Now We Will Be Happy

Winner of the 2013 Book Prize in Fiction

The winner of the 2013 Prairie Schooner Book Prize in Fiction is Amina Gautier for her manuscript Now We Will Be Happy. She was born and raised in Brooklyn, New York, and is the author of the short story collection At-Risk (U of Georgia P), which won the Flannery O’Connor Award for Short Fiction. More than seventy-five of her stories have been published or are forthcoming in journals such as Antioch Review, Callaloo, Chattahoochee Review, Crazyhorse, Glimmer Train, Iowa Review, Kenyon Review, North American Review, Notre Dame Review, and Southern Review, among others. Her work has received scholarships and fellowships from the Breadloaf Writer’s Conference, Callaloo Writer’s Conference, Hurston/Wright Foundation, Sewanee Writer’s Conference, and others, as well as artist grants from the Illinois Arts Council and the Pennsylvania Council on the Arts. She received her B.A. and M.A. in English Literature from Stanford University and her M.A. and Ph.D. in English Literature from the University of Pennsylvania.

About the Book

Now We Will Be Happy is a prize-winning collection of stories about Afro-Puerto Ricans, U.S.-mainland-born Puerto Ricans, and displaced native Puerto Ricans who are living between spaces while attempting to navigate the unique culture that defines Puerto Rican identity. Amina Gautier’s characters deal with the difficulties of bicultural identities in a world that wants them to choose only one.

The characters in Now We Will Be Happy are as unpredictable as they are human. A teenage boy leaves home in search of the mother he hasn’t seen since childhood; a granddaughter is sent across the ocean to broker peace between her relatives; a widow seeks to die by hurricane; a married woman takes a bathtub voyage with her lover; a proprietress who is the glue that binds her neighborhood cannot hold on to her own son; a displaced wife develops a strange addiction to candles.

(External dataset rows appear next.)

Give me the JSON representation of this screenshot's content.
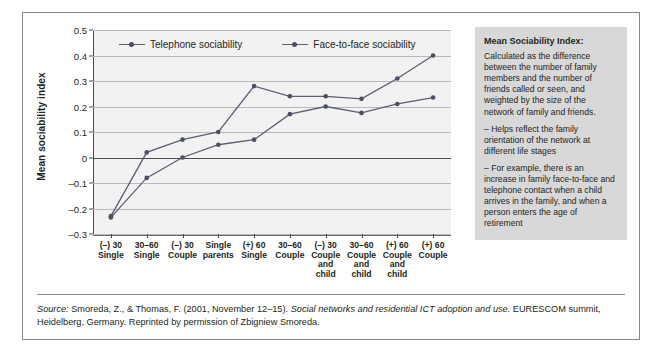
{
  "chart_data": {
    "type": "line",
    "title": "",
    "xlabel": "",
    "ylabel": "Mean sociability index",
    "ylim": [
      -0.3,
      0.5
    ],
    "ytick_labels": [
      "0.5",
      "0.4",
      "0.3",
      "0.2",
      "0.1",
      "0",
      "–0.1",
      "–0.2",
      "–0.3"
    ],
    "ytick_values": [
      0.5,
      0.4,
      0.3,
      0.2,
      0.1,
      0,
      -0.1,
      -0.2,
      -0.3
    ],
    "grid": true,
    "legend_position": "top-inside",
    "categories": [
      "(–) 30\nSingle",
      "30–60\nSingle",
      "(–) 30\nCouple",
      "Single\nparents",
      "(+) 60\nSingle",
      "30–60\nCouple",
      "(–) 30\nCouple\nand\nchild",
      "30–60\nCouple\nand\nchild",
      "(+) 60\nCouple\nand\nchild",
      "(+) 60\nCouple"
    ],
    "series": [
      {
        "name": "Telephone sociability",
        "color": "#5a5f73",
        "values": [
          -0.235,
          -0.08,
          0.0,
          0.05,
          0.07,
          0.17,
          0.2,
          0.175,
          0.21,
          0.235
        ]
      },
      {
        "name": "Face-to-face sociability",
        "color": "#5a5f73",
        "values": [
          -0.23,
          0.02,
          0.07,
          0.1,
          0.28,
          0.24,
          0.24,
          0.23,
          0.31,
          0.4
        ]
      }
    ]
  },
  "note": {
    "heading": "Mean Sociability Index:",
    "paragraphs": [
      "Calculated as the difference between the number of family members and the number of friends called or seen, and weighted by the size of the network of family and friends.",
      "– Helps reflect the family orientation of the network at different life stages",
      "– For example, there is an increase in family face-to-face and telephone contact when a child arrives in the family, and when a person enters the age of retirement"
    ]
  },
  "source": {
    "label": "Source:",
    "authors": " Smoreda, Z., & Thomas, F. (2001, November 12–15). ",
    "work_title": "Social networks and residential ICT adoption and use.",
    "rest": " EURESCOM summit, Heidelberg, Germany. Reprinted by permission of Zbigniew Smoreda."
  }
}
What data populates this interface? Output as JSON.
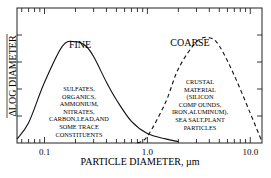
{
  "chart_data": {
    "type": "line",
    "title": "",
    "xlabel": "PARTICLE DIAMETER, µm",
    "ylabel": "ΔLOG DIAMETER",
    "ylabel_note": "numerator of y-axis fraction clipped at left edge",
    "x_scale": "log",
    "xlim": [
      0.054,
      13
    ],
    "ylim": [
      0,
      1
    ],
    "x_tick_labels": [
      "0.1",
      "1.0",
      "10.0"
    ],
    "x_ticks": [
      0.1,
      1.0,
      10.0
    ],
    "y_tick_labels": [],
    "grid": false,
    "legend": "none",
    "series": [
      {
        "name": "FINE",
        "style": "solid",
        "x": [
          0.054,
          0.07,
          0.1,
          0.15,
          0.2,
          0.25,
          0.3,
          0.4,
          0.5,
          0.7,
          1.0,
          1.5,
          2.0
        ],
        "y": [
          0.03,
          0.15,
          0.45,
          0.72,
          0.75,
          0.72,
          0.64,
          0.45,
          0.32,
          0.16,
          0.07,
          0.03,
          0.01
        ]
      },
      {
        "name": "COARSE",
        "style": "dashed",
        "x": [
          0.8,
          1.0,
          1.5,
          2.0,
          3.0,
          4.0,
          5.0,
          7.0,
          10.0,
          13.0
        ],
        "y": [
          0.0,
          0.05,
          0.3,
          0.55,
          0.75,
          0.78,
          0.72,
          0.5,
          0.22,
          0.01
        ]
      }
    ],
    "annotations": [
      {
        "target": "FINE",
        "label": "FINE",
        "lines": [
          "SULFATES,",
          "ORGANICS,",
          "AMMONIUM,",
          "NITRATES,",
          "CARBON,LEAD,AND",
          "SOME TRACE",
          "CONSTITUENTS"
        ]
      },
      {
        "target": "COARSE",
        "label": "COARSE",
        "lines": [
          "CRUSTAL",
          "MATERIAL",
          "(SILICON",
          "COMP OUNDS,",
          "IRON,ALUMINUM),",
          "SEA SALT,PLANT",
          "PARTICLES"
        ]
      }
    ]
  }
}
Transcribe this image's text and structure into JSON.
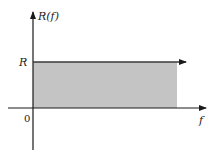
{
  "diagram": {
    "y_axis_label": "R(f)",
    "x_axis_label": "f",
    "level_label": "R",
    "origin_label": "0",
    "colors": {
      "axis": "#1a1a1a",
      "fill": "#c4c4c4",
      "line": "#3a3a3a"
    }
  }
}
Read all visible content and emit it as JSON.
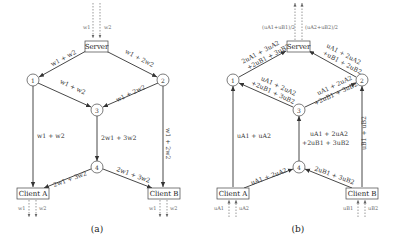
{
  "diagrams": [
    {
      "caption": "(a)",
      "nodes": {
        "server": "Server",
        "n1": "1",
        "n2": "2",
        "n3": "3",
        "n4": "4",
        "clientA": "Client A",
        "clientB": "Client B"
      },
      "inputs": {
        "server_left": "w1",
        "server_right": "w2"
      },
      "outputs": {
        "a_left": "w1",
        "a_right": "w2",
        "b_left": "w1",
        "b_right": "w2"
      },
      "edges": {
        "server_n1": "w1 + w2",
        "server_n2": "w1 + 2w2",
        "n1_n3": "w1 + w2",
        "n2_n3": "w1 + 2w2",
        "n1_clientA": "w1 + w2",
        "n3_n4": "2w1 + 3w2",
        "n2_clientB": "w1 + 2w2",
        "n4_clientA": "2w1 + 3w2",
        "n4_clientB": "2w1 + 3w2"
      }
    },
    {
      "caption": "(b)",
      "nodes": {
        "server": "Server",
        "n1": "1",
        "n2": "2",
        "n3": "3",
        "n4": "4",
        "clientA": "Client A",
        "clientB": "Client B"
      },
      "inputs": {
        "server_left": "(uA1+uB1)/2",
        "server_right": "(uA2+uB2)/2"
      },
      "outputs": {
        "a_left": "uA1",
        "a_right": "uA2",
        "b_left": "uB1",
        "b_right": "uB2"
      },
      "edges": {
        "n1_server": [
          "2uA1 + 3uA2",
          "+2uB1 + 3uB2"
        ],
        "n2_server": [
          "uA1 + 2uA2",
          "+uB1 + 2uB2"
        ],
        "n3_n1": [
          "uA1 + 2uA2",
          "+2uB1 + 3uB2"
        ],
        "n3_n2": [
          "uA1 + 2uA2",
          "+2uB1 + 3uB2"
        ],
        "clientA_n1": "uA1 + uA2",
        "n4_n3": [
          "uA1 + 2uA2",
          "+2uB1 + 3uB2"
        ],
        "clientB_n2": "uB1 + uB2",
        "clientA_n4": "uA1 + 2uA2",
        "clientB_n4": "2uB1 + 3uB2"
      }
    }
  ]
}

Crossing boundaries of comfort, culture, language, race, and tradition in unexpected ways, these characters struggle valiantly and doggedly to reconcile their fantasies of happiness with the realities of their existence.

Extract

You can read an excerpt from Now We Will Be Happy on the University of Nebraska Press website here.

Praise

“The 11 linked stories in Gautier’s debut collection . . . vividly evoke Puerto Rico’s intoxicating, comforting atmosphere—that unbreakable tether binding struggling people in crowded Northeastern U.S. cities to their tropical homeland. . . . Gautier captures the unique experience, and predicament, of Puerto Ricans living in the mainland U.S.”—Publishers Weekly

“Gautier’s linked stories deftly capture her characters’ internal struggles for identity and home.”—Leah Strauss, Booklist

“In these richly textured and at times heartbreaking stories, Amina Gautier forges the links between generations and across oceans. She is a builder of bridges as she strives to find that middle ground between the two islands—Manhattan and Puerto Rico—that exert their tug on her characters and shape who they are and what they become.”—Mary Morris, author of Revenge

“In these moving, dramatic stories about hunger and fullness, Amina Gautier explores what it means to strive and live in the margins of American hope. Her shrewd compassion brings together characters determined to be happy and shows the cost of happiness with vivid, rich intelligence.”—Erin McGraw, author of Better Food for a Better World.

About the Author

Amina Gautier teaches in the department of English at the University of Miami. She is a winner of the Flannery O’Connor Award for Short Fiction. Her work has appeared in numerous literary journals, including Antioch Review, Glimmer Train, Iowa Review, Kenyon Review, and Southern Review.